Saturday, October 30, 2010

A Camera In The Hand Is Worth A Bird In The Car

I did not post anything last night because I was not having a good day. I am sure Mabel is incensed that I had a whole day off from school, and still could not manage to write something on her own personal blog. Mabel will have to get over it.

Friday dawned dark and early, when Farmer H made sure I was awake when he left for work at 6:00. No need for me to catch any extra ZZZZs just because I had a day off work. No siree, Bob!

The Pony and I set out to collect the #1 son from his grandma's house, where he had spent the night after watching hockey. Darn that Dish Network and their withholding of Fox Sports Midwest, home of the Blues. At least it has been restored since yesterday. Once in town, I traded The Pony for #1.

#1 son and I stopped by the bank to reset the PIN on his bank card. That was a comedy of errors, necessitating three trips around the building to shove that slacker card into the ATM and be told that the transaction could not be processed. I'm glad we walked instead of driving, though I felt bad that cars had to wait in line for us pedestrians. The problem was that the card was not yet activated, which I couldn't do because I didn't have a PIN, which couldn't be reset until the card was activated. I'm buying it a watch fob for Christmas, and hoping for some hair combs.

From the bank, we T-Hoed over to another town to pay the Mansion payment, and to a Devil's Playground to pick up the new camera that #1 has been saving for. Of course The Devil was fresh out of expensive cameras. We did, however, snag a phone for The Pony. The lady who sold it to us was a complete nincompoop, but acknowledged such in her tirade against The Devil. I felt her pain. She whined to her co-worker, a young man much more electronic-savvy than she, "People don't know what it's like to look like an idiot." Au contraire. I told her, "Um, I pretty much do it every day. In fact, it's kind of expected of me."

After calling around to many different Devils, #1 realized that his camera dream had been squashed. The Devil keeps one on the display shelf, but does not stock it, apparently. It's some kind of Canon Rebel T2i fancy schmancy doohickey. The only place he found one was at Creve Coeur Camera, and Mrs. Hillbilly Mom was not driving to the city on her day off.

Sonic made me wait in line for 10 minutes for my free Route 44 Diet Coke with Lime. You'd think they would have waived that free receipt and given me one on the house for my trouble. But no. They must have been taking lessons from The Devil. My very special waitress was not there, or she would have set things right. The dudes are clueless. They'll never get a tip from me.

This day followed a bad evening after conferences Thursday night, when 7-11 held me hostage for about 20 minutes. I waited in line for gas, for two cars to move away from the pumps. The drivers had come out of the store and were sitting in the cars. One finally left, so I wove my way like a blindfolded psychic through the tight confines of the parking lot, narrowly escaping a ramming from a big red Dodge pickup who thought he could back up at will with no consideration for wending blindfolded psychics. That pump-blocker sat in his car and watched me cut in and maneuver my T-Hoe toward his front bumper and the pumps. That mystery was solved when I went in to pay, and got stuck in line behind his woman, who was jawing about lottery tickets.

At the next stoplight, waiting to make a left, a guy in front of me sat through 30 of the 60 seconds of our arrow. I honked to steer his attention from texting to turning, and he went all hillbilly passive-aggressive on me, flipping me the bird and then inching through that intersection at the speed of salt-sizzling slug. Some people! I was doing him a favor, actually, by honking instead of jumping out of T-Hoe to beat the living snot out of him.

Which brings us back to Friday, and the rest of the afternoon, in which #1 pouted like a baby robbed of candy, because he wasn't getting the camera he had already counted before it hatched. His cousin who drives him to the city sometimes was in Cape Girardeau for the day, and I decreed that he was NOT going to ask his grandma to take him.

Even Steven smiled on the boy, though. Farmer H was finagled into taking him, upon arriving home from the near-city where he works. I don't even demand a Stevening for myself. It makes me happy when my kids are happy.

But not enough to drive one to the city.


- TASK INSTRUCTIONS -
The output must start at the line containing "Serialize everything readable" in the records below and stop at the last line, matching each line exactly and leaving out every picture.

———

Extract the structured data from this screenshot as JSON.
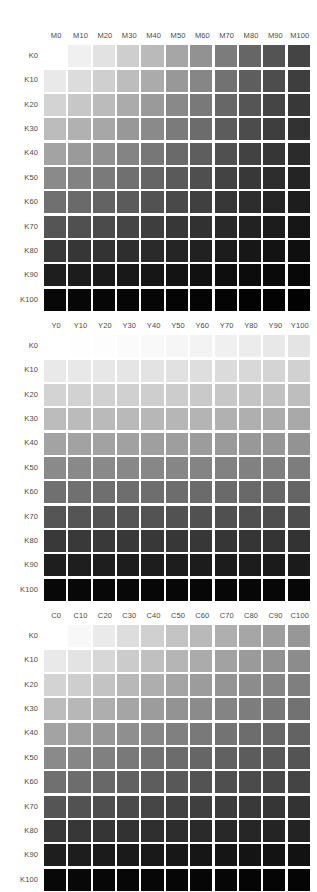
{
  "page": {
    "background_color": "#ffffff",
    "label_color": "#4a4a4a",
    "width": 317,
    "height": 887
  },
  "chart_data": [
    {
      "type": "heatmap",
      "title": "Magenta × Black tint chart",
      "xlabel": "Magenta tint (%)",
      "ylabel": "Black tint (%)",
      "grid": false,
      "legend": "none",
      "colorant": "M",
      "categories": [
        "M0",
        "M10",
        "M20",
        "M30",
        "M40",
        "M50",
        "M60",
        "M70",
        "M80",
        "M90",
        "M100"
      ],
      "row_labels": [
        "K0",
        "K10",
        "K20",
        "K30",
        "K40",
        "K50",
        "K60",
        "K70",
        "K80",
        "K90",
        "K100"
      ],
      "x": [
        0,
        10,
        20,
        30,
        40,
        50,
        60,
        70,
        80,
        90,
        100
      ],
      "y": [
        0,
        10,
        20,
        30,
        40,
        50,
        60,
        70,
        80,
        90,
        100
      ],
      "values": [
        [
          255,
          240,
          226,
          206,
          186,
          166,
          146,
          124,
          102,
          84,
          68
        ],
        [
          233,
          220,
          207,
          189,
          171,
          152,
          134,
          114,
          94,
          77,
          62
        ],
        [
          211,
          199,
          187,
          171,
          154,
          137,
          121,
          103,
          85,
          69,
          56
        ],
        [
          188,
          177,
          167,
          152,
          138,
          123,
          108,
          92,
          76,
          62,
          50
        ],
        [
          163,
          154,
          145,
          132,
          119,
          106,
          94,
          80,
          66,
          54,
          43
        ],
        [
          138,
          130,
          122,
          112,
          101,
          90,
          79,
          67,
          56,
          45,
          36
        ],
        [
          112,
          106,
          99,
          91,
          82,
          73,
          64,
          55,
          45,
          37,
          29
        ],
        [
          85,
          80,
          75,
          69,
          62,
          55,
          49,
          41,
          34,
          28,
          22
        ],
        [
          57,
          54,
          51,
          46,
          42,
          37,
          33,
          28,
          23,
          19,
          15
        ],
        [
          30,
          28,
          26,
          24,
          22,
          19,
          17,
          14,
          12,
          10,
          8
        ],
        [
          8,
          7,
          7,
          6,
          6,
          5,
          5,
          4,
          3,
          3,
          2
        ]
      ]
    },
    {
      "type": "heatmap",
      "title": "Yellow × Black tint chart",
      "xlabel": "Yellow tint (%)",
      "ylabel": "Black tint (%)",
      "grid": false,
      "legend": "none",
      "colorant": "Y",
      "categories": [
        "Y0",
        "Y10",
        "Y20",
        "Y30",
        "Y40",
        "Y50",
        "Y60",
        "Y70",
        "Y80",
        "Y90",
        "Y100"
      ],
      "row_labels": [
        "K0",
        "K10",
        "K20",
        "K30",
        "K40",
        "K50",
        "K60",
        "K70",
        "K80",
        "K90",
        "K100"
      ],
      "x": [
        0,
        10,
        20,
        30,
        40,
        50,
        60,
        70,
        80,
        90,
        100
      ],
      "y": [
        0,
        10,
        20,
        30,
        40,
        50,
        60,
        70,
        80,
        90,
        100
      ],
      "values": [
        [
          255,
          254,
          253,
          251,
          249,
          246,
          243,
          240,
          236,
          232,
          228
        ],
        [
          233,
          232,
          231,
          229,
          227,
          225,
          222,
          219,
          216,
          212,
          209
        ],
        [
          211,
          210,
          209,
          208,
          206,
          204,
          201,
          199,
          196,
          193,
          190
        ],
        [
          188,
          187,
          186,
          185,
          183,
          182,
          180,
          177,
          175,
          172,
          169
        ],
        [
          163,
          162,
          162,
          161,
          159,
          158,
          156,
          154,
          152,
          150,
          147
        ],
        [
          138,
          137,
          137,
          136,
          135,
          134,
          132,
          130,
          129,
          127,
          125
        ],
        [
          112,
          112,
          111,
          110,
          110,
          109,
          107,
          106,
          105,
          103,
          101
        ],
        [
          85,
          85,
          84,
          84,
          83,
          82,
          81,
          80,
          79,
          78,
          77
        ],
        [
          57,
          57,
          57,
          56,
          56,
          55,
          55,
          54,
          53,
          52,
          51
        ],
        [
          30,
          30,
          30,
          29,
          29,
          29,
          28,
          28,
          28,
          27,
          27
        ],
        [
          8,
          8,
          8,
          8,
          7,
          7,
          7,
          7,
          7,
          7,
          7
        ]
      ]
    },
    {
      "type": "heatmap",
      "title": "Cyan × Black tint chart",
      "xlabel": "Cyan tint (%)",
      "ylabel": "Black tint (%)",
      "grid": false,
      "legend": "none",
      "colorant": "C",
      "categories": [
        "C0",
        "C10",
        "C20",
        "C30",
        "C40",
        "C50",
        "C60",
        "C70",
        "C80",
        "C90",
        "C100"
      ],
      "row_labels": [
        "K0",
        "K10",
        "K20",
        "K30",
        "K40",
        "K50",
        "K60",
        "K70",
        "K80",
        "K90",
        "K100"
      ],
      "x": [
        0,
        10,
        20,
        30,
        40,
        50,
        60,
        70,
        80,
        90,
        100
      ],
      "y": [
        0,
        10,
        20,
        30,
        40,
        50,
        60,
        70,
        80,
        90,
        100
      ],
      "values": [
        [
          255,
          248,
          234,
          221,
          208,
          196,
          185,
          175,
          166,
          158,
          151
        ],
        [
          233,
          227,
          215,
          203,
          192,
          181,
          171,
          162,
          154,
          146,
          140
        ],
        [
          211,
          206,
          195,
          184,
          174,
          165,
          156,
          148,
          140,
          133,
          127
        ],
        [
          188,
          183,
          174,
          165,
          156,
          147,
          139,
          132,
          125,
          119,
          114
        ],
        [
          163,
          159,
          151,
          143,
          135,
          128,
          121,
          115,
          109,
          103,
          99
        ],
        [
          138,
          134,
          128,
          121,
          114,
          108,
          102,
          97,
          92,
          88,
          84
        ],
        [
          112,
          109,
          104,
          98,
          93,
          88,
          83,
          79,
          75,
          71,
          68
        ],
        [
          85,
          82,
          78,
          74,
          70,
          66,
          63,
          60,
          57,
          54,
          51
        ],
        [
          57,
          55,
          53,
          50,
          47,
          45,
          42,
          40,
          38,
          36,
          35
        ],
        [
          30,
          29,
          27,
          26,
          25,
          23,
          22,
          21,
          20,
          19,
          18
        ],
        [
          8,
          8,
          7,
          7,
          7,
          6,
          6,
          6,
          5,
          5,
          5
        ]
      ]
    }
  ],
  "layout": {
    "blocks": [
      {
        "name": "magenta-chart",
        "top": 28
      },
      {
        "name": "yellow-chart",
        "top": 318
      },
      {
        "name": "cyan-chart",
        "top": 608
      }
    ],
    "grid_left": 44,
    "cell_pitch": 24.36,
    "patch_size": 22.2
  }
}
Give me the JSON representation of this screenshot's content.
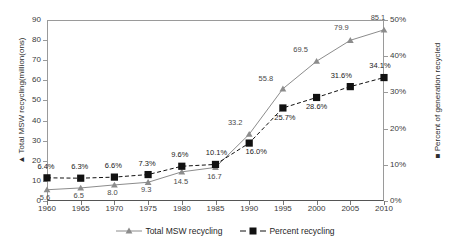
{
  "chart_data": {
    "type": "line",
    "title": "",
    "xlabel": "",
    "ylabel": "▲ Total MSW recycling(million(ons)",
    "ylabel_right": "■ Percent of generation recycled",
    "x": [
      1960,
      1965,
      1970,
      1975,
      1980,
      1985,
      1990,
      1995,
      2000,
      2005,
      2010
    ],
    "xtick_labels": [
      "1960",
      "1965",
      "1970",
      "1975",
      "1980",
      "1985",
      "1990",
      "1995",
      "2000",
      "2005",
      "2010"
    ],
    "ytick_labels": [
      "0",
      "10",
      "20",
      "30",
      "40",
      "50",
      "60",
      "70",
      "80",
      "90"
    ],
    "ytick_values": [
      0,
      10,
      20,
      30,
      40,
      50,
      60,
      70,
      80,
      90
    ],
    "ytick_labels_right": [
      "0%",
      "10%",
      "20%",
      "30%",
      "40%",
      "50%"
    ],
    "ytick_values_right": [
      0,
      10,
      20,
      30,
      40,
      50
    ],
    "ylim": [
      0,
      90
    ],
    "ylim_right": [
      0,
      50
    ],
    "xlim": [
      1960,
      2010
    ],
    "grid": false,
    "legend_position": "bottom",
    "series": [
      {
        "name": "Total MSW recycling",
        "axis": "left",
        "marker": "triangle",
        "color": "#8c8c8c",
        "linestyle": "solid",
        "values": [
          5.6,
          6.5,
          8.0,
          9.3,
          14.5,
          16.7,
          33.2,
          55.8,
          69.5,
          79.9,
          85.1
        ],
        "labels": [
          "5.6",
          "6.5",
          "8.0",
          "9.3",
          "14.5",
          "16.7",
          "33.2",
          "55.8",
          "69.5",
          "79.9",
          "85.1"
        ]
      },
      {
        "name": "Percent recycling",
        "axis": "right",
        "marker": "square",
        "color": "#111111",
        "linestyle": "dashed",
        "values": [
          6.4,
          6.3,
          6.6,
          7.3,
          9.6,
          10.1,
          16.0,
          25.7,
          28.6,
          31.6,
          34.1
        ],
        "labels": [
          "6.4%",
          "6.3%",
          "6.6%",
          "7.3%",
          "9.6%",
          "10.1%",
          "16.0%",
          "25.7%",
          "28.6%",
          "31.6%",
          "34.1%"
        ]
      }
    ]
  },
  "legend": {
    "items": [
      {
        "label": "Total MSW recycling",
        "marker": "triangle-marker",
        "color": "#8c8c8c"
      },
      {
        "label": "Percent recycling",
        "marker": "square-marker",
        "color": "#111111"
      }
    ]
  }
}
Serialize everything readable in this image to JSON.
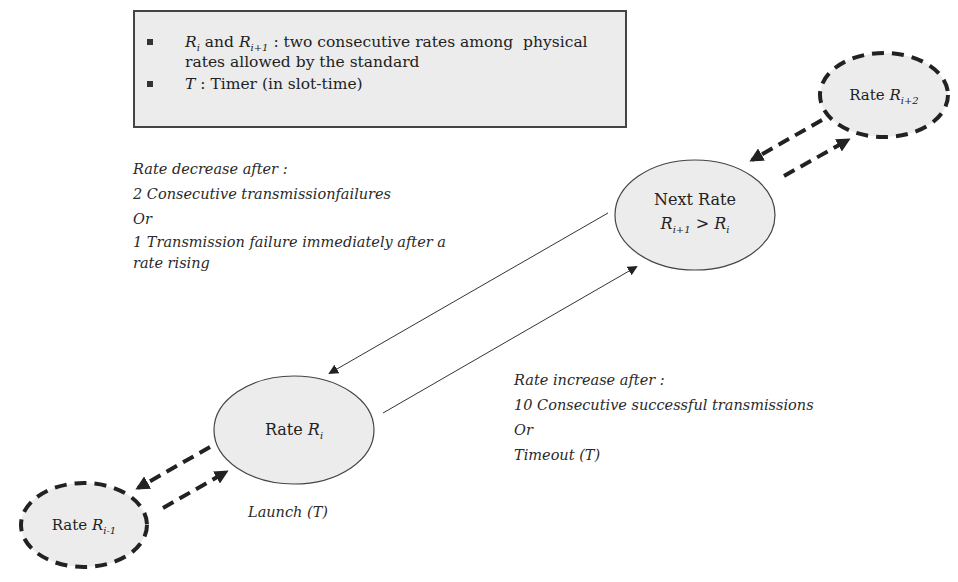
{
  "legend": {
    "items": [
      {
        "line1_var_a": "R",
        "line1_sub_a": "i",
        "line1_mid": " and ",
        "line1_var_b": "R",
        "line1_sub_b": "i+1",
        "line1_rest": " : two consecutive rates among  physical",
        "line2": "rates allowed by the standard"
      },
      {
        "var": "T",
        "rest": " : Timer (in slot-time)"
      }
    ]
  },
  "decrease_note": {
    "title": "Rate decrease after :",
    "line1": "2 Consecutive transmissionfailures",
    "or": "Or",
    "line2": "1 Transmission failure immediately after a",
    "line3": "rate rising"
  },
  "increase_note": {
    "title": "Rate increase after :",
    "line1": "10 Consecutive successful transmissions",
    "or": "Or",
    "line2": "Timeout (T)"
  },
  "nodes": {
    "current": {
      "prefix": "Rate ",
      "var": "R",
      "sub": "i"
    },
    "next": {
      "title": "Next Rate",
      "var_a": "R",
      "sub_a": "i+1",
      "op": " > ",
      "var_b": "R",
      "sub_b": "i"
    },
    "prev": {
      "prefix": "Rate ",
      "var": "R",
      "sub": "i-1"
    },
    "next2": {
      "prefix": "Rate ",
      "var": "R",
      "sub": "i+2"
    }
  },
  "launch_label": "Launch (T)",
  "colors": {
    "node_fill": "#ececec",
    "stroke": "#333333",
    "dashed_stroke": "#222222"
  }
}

———

- EXERCISE OUTPUT -
Serialize everything readable in this image to JSON.
{
  "legend": {
    "items": [
      {
        "line1_var_a": "R",
        "line1_sub_a": "i",
        "line1_mid": " and ",
        "line1_var_b": "R",
        "line1_sub_b": "i+1",
        "line1_rest": " : two consecutive rates among  physical",
        "line2": "rates allowed by the standard"
      },
      {
        "var": "T",
        "rest": " : Timer (in slot-time)"
      }
    ]
  },
  "decrease_note": {
    "title": "Rate decrease after :",
    "line1": "2 Consecutive transmissionfailures",
    "or": "Or",
    "line2": "1 Transmission failure immediately after a",
    "line3": "rate rising"
  },
  "increase_note": {
    "title": "Rate increase after :",
    "line1": "10 Consecutive successful transmissions",
    "or": "Or",
    "line2": "Timeout (T)"
  },
  "nodes": {
    "current": {
      "prefix": "Rate ",
      "var": "R",
      "sub": "i"
    },
    "next": {
      "title": "Next Rate",
      "var_a": "R",
      "sub_a": "i+1",
      "op": " > ",
      "var_b": "R",
      "sub_b": "i"
    },
    "prev": {
      "prefix": "Rate ",
      "var": "R",
      "sub": "i-1"
    },
    "next2": {
      "prefix": "Rate ",
      "var": "R",
      "sub": "i+2"
    }
  },
  "launch_label": "Launch (T)",
  "colors": {
    "node_fill": "#ececec",
    "stroke": "#333333",
    "dashed_stroke": "#222222"
  }
}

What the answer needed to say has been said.